As to the Yick Wo case, counsel for defendant emphasizes the statement of the court, that (p. 373) “Though the law itself be fair on its face and impartial in appearance, yet, if it is applied and administered by public authority with an evil eye and an unequal hand, so as practically to make unjust and illegal discriminations between persons in similar circumstances, material to their rights, the denial of equal justice is still within the prohibition of the Constitution. . . . The discrimination [in that case] is, therefore, illegal, and the public administration which enforces it is a denial of the
*848
equal protection of the laws and a violation of the Fourteenth Amendment of the Constitution.” While this principle has since been frequently reiterated (see
Williams
v.
Mississippi
(1898),
Finally, defendant contends that to “practice law” requires the doing of more than a single act; that it implies a course of conduct.

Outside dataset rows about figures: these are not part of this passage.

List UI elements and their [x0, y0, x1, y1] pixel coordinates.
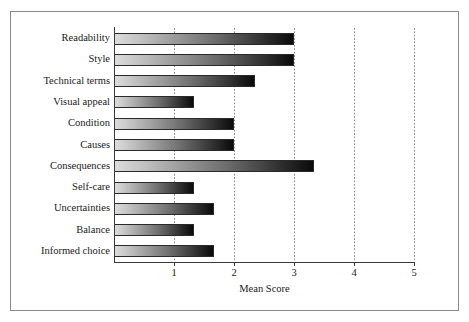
- bar-row: [114, 160, 414, 172]
- category-label-consequences: Consequences: [14, 160, 110, 171]
- category-label-readability: Readability: [14, 32, 110, 43]
- category-label-condition: Condition: [14, 117, 110, 128]
- bar-row: [114, 54, 414, 66]
- bar-row: [114, 118, 414, 130]
- category-label-balance: Balance: [14, 224, 110, 235]
- x-axis-line: [114, 262, 415, 263]
- category-label-style: Style: [14, 53, 110, 64]
- bar-uncertainties[interactable]: [114, 203, 214, 215]
- bar-balance[interactable]: [114, 224, 194, 236]
- bar-row: [114, 182, 414, 194]
- bar-technical-terms[interactable]: [114, 75, 255, 87]
- bar-readability[interactable]: [114, 33, 294, 45]
- category-label-self-care: Self-care: [14, 181, 110, 192]
- x-tick-label: 1: [162, 266, 186, 279]
- bar-row: [114, 96, 414, 108]
- plot-area: [114, 28, 414, 262]
- bar-row: [114, 203, 414, 215]
- bar-row: [114, 33, 414, 45]
- bar-chart: ReadabilityStyleTechnical termsVisual ap…: [0, 0, 469, 322]
- bar-consequences[interactable]: [114, 160, 314, 172]
- x-tick-label: 4: [342, 266, 366, 279]
- x-tick-label: 2: [222, 266, 246, 279]
- bar-row: [114, 245, 414, 257]
- bar-informed-choice[interactable]: [114, 245, 214, 257]
- y-axis-line: [114, 27, 115, 263]
- bar-row: [114, 139, 414, 151]
- x-tick-label: 3: [282, 266, 306, 279]
- bar-row: [114, 75, 414, 87]
- x-axis-title: Mean Score: [114, 283, 415, 294]
- category-label-causes: Causes: [14, 139, 110, 150]
- x-tick-label: 5: [402, 266, 426, 279]
- bar-row: [114, 224, 414, 236]
- bar-causes[interactable]: [114, 139, 234, 151]
- bar-visual-appeal[interactable]: [114, 96, 194, 108]
- category-label-technical-terms: Technical terms: [14, 75, 110, 86]
- category-label-informed-choice: Informed choice: [14, 245, 110, 256]
- bar-condition[interactable]: [114, 118, 234, 130]
- gridline-5: [414, 28, 415, 262]
- category-label-visual-appeal: Visual appeal: [14, 96, 110, 107]
- bar-style[interactable]: [114, 54, 294, 66]
- bar-self-care[interactable]: [114, 182, 194, 194]
- category-label-uncertainties: Uncertainties: [14, 202, 110, 213]
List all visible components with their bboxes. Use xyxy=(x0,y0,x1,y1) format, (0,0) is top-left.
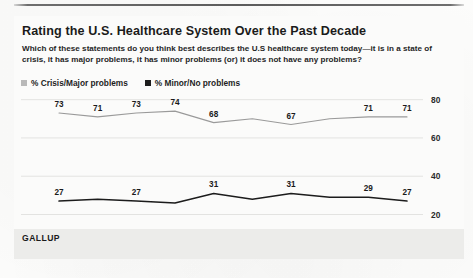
data-point-label: 68 xyxy=(209,110,218,119)
footer-band xyxy=(14,229,464,259)
y-axis-tick-label: 40 xyxy=(431,171,440,181)
top-horizontal-rule xyxy=(14,4,464,6)
data-point-label: 29 xyxy=(364,184,373,193)
data-point-label: 71 xyxy=(364,104,373,113)
data-point-label: 71 xyxy=(402,104,411,113)
chart-legend: % Crisis/Major problems % Minor/No probl… xyxy=(21,78,240,88)
data-point-label: 71 xyxy=(93,104,102,113)
chart-plot-svg xyxy=(21,92,457,226)
data-point-label: 27 xyxy=(132,188,141,197)
chart-title: Rating the U.S. Healthcare System Over t… xyxy=(22,24,366,38)
chart-card: Rating the U.S. Healthcare System Over t… xyxy=(14,16,464,259)
legend-swatch-icon-minor xyxy=(145,80,151,86)
data-point-label: 74 xyxy=(170,98,179,107)
data-point-label: 27 xyxy=(54,188,63,197)
data-point-label: 67 xyxy=(286,112,295,121)
legend-label-minor: % Minor/No problems xyxy=(155,78,240,88)
series-line-crisis-major xyxy=(59,111,407,124)
series-line-minor-no xyxy=(59,193,407,203)
y-axis-tick-label: 80 xyxy=(431,95,440,105)
legend-label-crisis: % Crisis/Major problems xyxy=(31,78,128,88)
source-attribution: GALLUP xyxy=(22,233,60,243)
y-axis-tick-label: 20 xyxy=(431,210,440,220)
data-point-label: 31 xyxy=(209,180,218,189)
data-point-label: 31 xyxy=(286,180,295,189)
series-lines-group xyxy=(59,111,407,203)
legend-swatch-icon-crisis xyxy=(21,80,27,86)
chart-page: Rating the U.S. Healthcare System Over t… xyxy=(0,0,473,278)
y-axis-tick-label: 60 xyxy=(431,133,440,143)
legend-item-crisis-major[interactable]: % Crisis/Major problems xyxy=(21,78,128,88)
data-point-label: 73 xyxy=(132,100,141,109)
chart-subtitle: Which of these statements do you think b… xyxy=(22,43,436,65)
data-point-label: 27 xyxy=(402,188,411,197)
legend-item-minor-no[interactable]: % Minor/No problems xyxy=(145,78,240,88)
plot-area: 7371737468677171272731312927 20406080 xyxy=(21,92,457,226)
data-point-label: 73 xyxy=(54,100,63,109)
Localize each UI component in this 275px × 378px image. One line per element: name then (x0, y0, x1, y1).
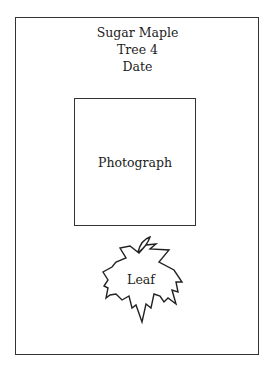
leaf-label: Leaf (86, 272, 196, 287)
tree-number: Tree 4 (0, 42, 275, 58)
species-name: Sugar Maple (0, 25, 275, 41)
photograph-label: Photograph (98, 155, 172, 170)
date-label: Date (0, 59, 275, 75)
photograph-placeholder: Photograph (74, 98, 196, 226)
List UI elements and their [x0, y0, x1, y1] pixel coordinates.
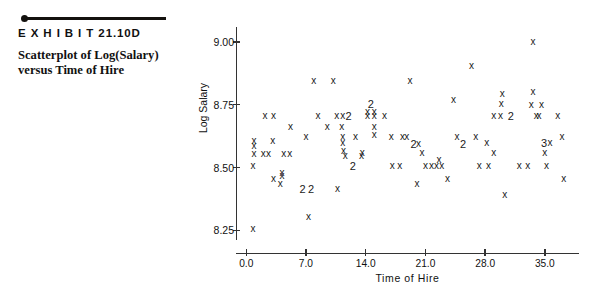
- data-point: x: [335, 184, 340, 194]
- data-point: x: [559, 132, 564, 142]
- x-tick: [365, 249, 366, 256]
- data-point: x: [382, 111, 387, 121]
- data-point: x: [311, 76, 316, 86]
- data-point: x: [389, 132, 394, 142]
- y-tick: [233, 41, 240, 42]
- x-tick-label: 14.0: [356, 258, 376, 269]
- x-axis-title: Time of Hire: [236, 272, 579, 284]
- x-tick: [425, 249, 426, 256]
- y-tick-label: 8.25: [214, 224, 234, 236]
- x-axis-line: [236, 253, 579, 254]
- data-point: x: [281, 149, 286, 159]
- data-point-cluster: 2: [508, 111, 514, 121]
- x-tick: [305, 249, 306, 256]
- data-point: x: [251, 224, 256, 234]
- data-point: x: [547, 138, 552, 148]
- data-point-cluster: 2: [350, 161, 356, 171]
- data-point: x: [315, 111, 320, 121]
- data-point: x: [331, 76, 336, 86]
- data-point-cluster: 2: [299, 184, 305, 194]
- data-point: x: [517, 161, 522, 171]
- data-point: x: [529, 100, 534, 110]
- data-point: x: [491, 148, 496, 158]
- y-tick-label: 8.75: [214, 99, 234, 111]
- data-point: x: [343, 151, 348, 161]
- data-point: x: [303, 132, 308, 142]
- y-tick: [233, 167, 240, 168]
- y-tick-label: 8.50: [214, 162, 234, 174]
- data-point: x: [397, 161, 402, 171]
- data-point: x: [473, 132, 478, 142]
- data-point: x: [539, 100, 544, 110]
- data-point: x: [499, 99, 504, 109]
- data-point: x: [372, 111, 377, 121]
- data-point: x: [469, 61, 474, 71]
- data-point: x: [544, 161, 549, 171]
- data-point: x: [486, 161, 491, 171]
- data-point: x: [271, 111, 276, 121]
- data-point: x: [288, 122, 293, 132]
- data-point: x: [340, 111, 345, 121]
- x-tick: [544, 249, 545, 256]
- x-tick-label: 35.0: [535, 258, 555, 269]
- data-point: x: [525, 161, 530, 171]
- exhibit-rule: [18, 14, 166, 24]
- data-point: x: [372, 130, 377, 140]
- data-point-cluster: 2: [308, 184, 314, 194]
- data-point: x: [251, 161, 256, 171]
- data-point: x: [500, 89, 505, 99]
- data-point-cluster: 2: [460, 139, 466, 149]
- data-point: x: [251, 136, 256, 146]
- data-point: x: [420, 148, 425, 158]
- x-tick-label: 7.0: [299, 258, 313, 269]
- divider: [25, 17, 166, 20]
- exhibit-figure: E X H I B I T 21.10D Scatterplot of Log(…: [0, 0, 592, 293]
- x-tick-label: 28.0: [475, 258, 495, 269]
- data-point: x: [408, 76, 413, 86]
- data-point: x: [404, 132, 409, 142]
- data-point: x: [561, 174, 566, 184]
- data-point: x: [530, 37, 535, 47]
- data-point: x: [334, 111, 339, 121]
- data-point: x: [270, 136, 275, 146]
- data-point: x: [542, 148, 547, 158]
- data-point: x: [445, 174, 450, 184]
- data-point: x: [451, 95, 456, 105]
- x-tick-label: 21.0: [415, 258, 435, 269]
- data-point: x: [414, 179, 419, 189]
- y-tick: [233, 230, 240, 231]
- data-point: x: [271, 174, 276, 184]
- data-point: x: [280, 168, 285, 178]
- exhibit-description: Scatterplot of Log(Salary) versus Time o…: [18, 48, 178, 78]
- y-tick-label: 9.00: [214, 36, 234, 48]
- y-axis-line: [236, 27, 237, 240]
- exhibit-label: E X H I B I T 21.10D: [18, 27, 178, 39]
- data-point: x: [306, 212, 311, 222]
- data-point: x: [325, 122, 330, 132]
- scatterplot: 8.258.508.759.00 0.07.014.021.028.035.0 …: [182, 6, 586, 288]
- data-point: x: [263, 111, 268, 121]
- x-tick-label: 0.0: [239, 258, 253, 269]
- data-point: x: [498, 111, 503, 121]
- y-axis-title: Log Salary: [197, 63, 209, 153]
- y-tick: [233, 104, 240, 105]
- x-tick: [246, 249, 247, 256]
- data-point: x: [477, 161, 482, 171]
- data-point: x: [390, 161, 395, 171]
- data-point: x: [287, 149, 292, 159]
- data-point: x: [555, 111, 560, 121]
- data-point: x: [353, 132, 358, 142]
- data-point-cluster: 2: [346, 111, 352, 121]
- data-point: x: [484, 138, 489, 148]
- data-point: x: [454, 132, 459, 142]
- x-tick: [484, 249, 485, 256]
- data-point: x: [359, 151, 364, 161]
- data-point: x: [491, 111, 496, 121]
- data-point: x: [437, 155, 442, 165]
- data-point: x: [365, 111, 370, 121]
- exhibit-caption-block: E X H I B I T 21.10D Scatterplot of Log(…: [18, 14, 178, 78]
- data-point: x: [423, 161, 428, 171]
- data-point: x: [502, 190, 507, 200]
- data-point: x: [266, 149, 271, 159]
- data-point: x: [530, 87, 535, 97]
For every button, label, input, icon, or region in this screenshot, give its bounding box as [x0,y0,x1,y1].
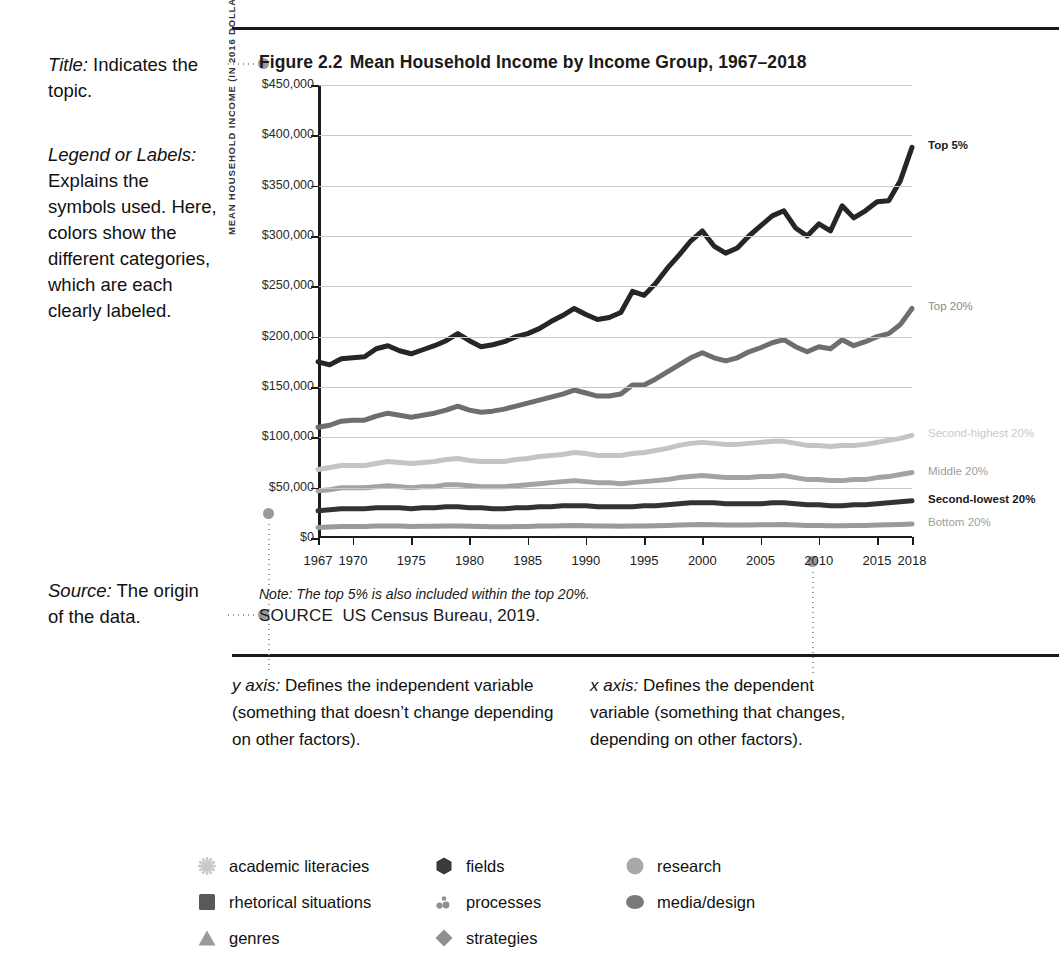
bottom-divider-rule [232,654,1059,657]
figure-page: Title: Indicates the topic. Legend or La… [0,0,1059,955]
x-axis-tick-label: 1980 [455,553,484,568]
x-axis-tick-mark [877,537,879,545]
gridline [318,286,912,287]
leader-line-x-axis [812,570,814,674]
series-line [318,308,912,427]
x-axis-tick-label: 1975 [397,553,426,568]
x-axis-tick-label: 2018 [898,553,927,568]
series-line [318,524,912,527]
chart-figure: MEAN HOUSEHOLD INCOME (IN 2016 DOLLARS) … [232,85,932,575]
footer-column-1: academic literaciesrhetorical situations… [196,848,416,955]
source-text: US Census Bureau, 2019. [342,606,540,625]
footer-legend-label: strategies [466,929,538,948]
gridline [318,337,912,338]
gridline [318,236,912,237]
chart-note: Note: The top 5% is also included within… [259,586,590,602]
gloss-title-term: Title: [48,54,88,75]
y-axis-tick-label: $150,000 [230,379,314,393]
series-line [318,501,912,511]
series-lines [318,85,912,538]
x-axis-tick-mark [586,537,588,545]
y-axis-tick-labels: $450,000$400,000$350,000$300,000$250,000… [232,85,314,538]
x-axis-tick-mark [644,537,646,545]
axis-note-y-text: Defines the independent variable (someth… [232,676,553,749]
footer-legend-item[interactable]: academic literacies [196,848,416,884]
footer-legend-item[interactable]: research [624,848,824,884]
series-label: Middle 20% [928,465,988,477]
y-axis-tick-mark [311,286,319,288]
x-axis-tick-mark [528,537,530,545]
y-axis-tick-label: $350,000 [230,178,314,192]
y-axis-tick-label: $50,000 [230,480,314,494]
footer-legend-label: fields [466,857,505,876]
gridline [318,186,912,187]
footer-legend-item[interactable]: fields [433,848,603,884]
series-label: Second-lowest 20% [928,493,1035,505]
chart-source: SOURCE US Census Bureau, 2019. [259,606,540,626]
x-axis-tick-label: 2010 [804,553,833,568]
circle-icon [624,855,646,877]
source-keyword: SOURCE [259,606,333,625]
gridline [318,387,912,388]
footer-legend-item[interactable]: processes [433,884,603,920]
ellipse-icon [624,891,646,913]
footer-legend-item[interactable]: genres [196,920,416,955]
footer-legend-label: genres [229,929,279,948]
footer-legend-label: research [657,857,721,876]
gridline [318,437,912,438]
axis-note-y-label: y axis: [232,676,280,695]
footer-legend-item[interactable]: rhetorical situations [196,884,416,920]
x-axis-tick-label: 1985 [513,553,542,568]
x-axis-tick-mark [761,537,763,545]
figure-number: Figure 2.2 [259,52,343,72]
series-label: Top 5% [928,139,968,151]
y-axis-tick-mark [311,186,319,188]
footer-column-2: fieldsprocessesstrategies [433,848,603,955]
gridline [318,135,912,136]
axis-note-x: x axis: Defines the dependent variable (… [590,672,850,753]
y-axis-tick-label: $400,000 [230,127,314,141]
dots-icon [433,891,455,913]
x-axis-tick-mark [411,537,413,545]
diamond-icon [433,927,455,949]
footer-legend-item[interactable]: strategies [433,920,603,955]
y-axis-tick-label: $0 [230,530,314,544]
asterisk-icon [196,855,218,877]
y-axis-tick-label: $100,000 [230,429,314,443]
x-axis-tick-mark [353,537,355,545]
gloss-source-term: Source: [48,580,112,601]
y-axis-tick-mark [311,437,319,439]
series-line [318,147,912,364]
triangle-icon [196,927,218,949]
gloss-note-title: Title: Indicates the topic. [48,52,218,104]
x-axis-tick-mark [702,537,704,545]
gloss-legend-term: Legend or Labels: [48,144,196,165]
x-axis-tick-mark [819,537,821,545]
figure-title: Figure 2.2Mean Household Income by Incom… [259,52,807,73]
y-axis-tick-label: $200,000 [230,329,314,343]
x-axis-tick-mark [912,537,914,545]
square-icon [196,891,218,913]
x-axis-tick-label: 1970 [338,553,367,568]
footer-legend-label: media/design [657,893,755,912]
y-axis-tick-mark [311,85,319,87]
y-axis-tick-label: $250,000 [230,278,314,292]
leader-line-source [226,614,256,616]
axis-note-y: y axis: Defines the independent variable… [232,672,562,753]
plot-area: 1967197019751980198519901995200020052010… [318,85,912,538]
figure-title-text: Mean Household Income by Income Group, 1… [350,52,807,72]
x-axis-tick-mark [318,537,320,545]
y-axis-tick-label: $300,000 [230,228,314,242]
gridline [318,85,912,86]
x-axis-tick-label: 1990 [571,553,600,568]
x-axis-tick-label: 1967 [304,553,333,568]
x-axis-tick-label: 2015 [863,553,892,568]
y-axis-tick-mark [311,387,319,389]
footer-legend-item[interactable]: media/design [624,884,824,920]
gloss-note-source: Source: The origin of the data. [48,578,218,630]
x-axis-tick-mark [469,537,471,545]
footer-legend-label: processes [466,893,541,912]
series-line [318,435,912,469]
y-axis-tick-mark [311,135,319,137]
x-axis-tick-label: 2005 [746,553,775,568]
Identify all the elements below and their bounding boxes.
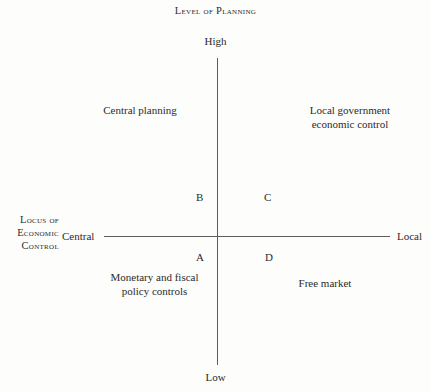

This court has passed upon this precise point adversely to defendant’s contention, in
People
v.
Ring
(1937),
We are not called upon in this ease to pass upon the right of a licensed real estate broker or salesman to make out a deed, mortgage or trust deed as an incident to the completion of a sale or other transaction which he has effected as the representative of one of the parties.
The judgment and order denying motion for a new trial are affirmed.
'Kincaid, J., and Swain, J., concurred.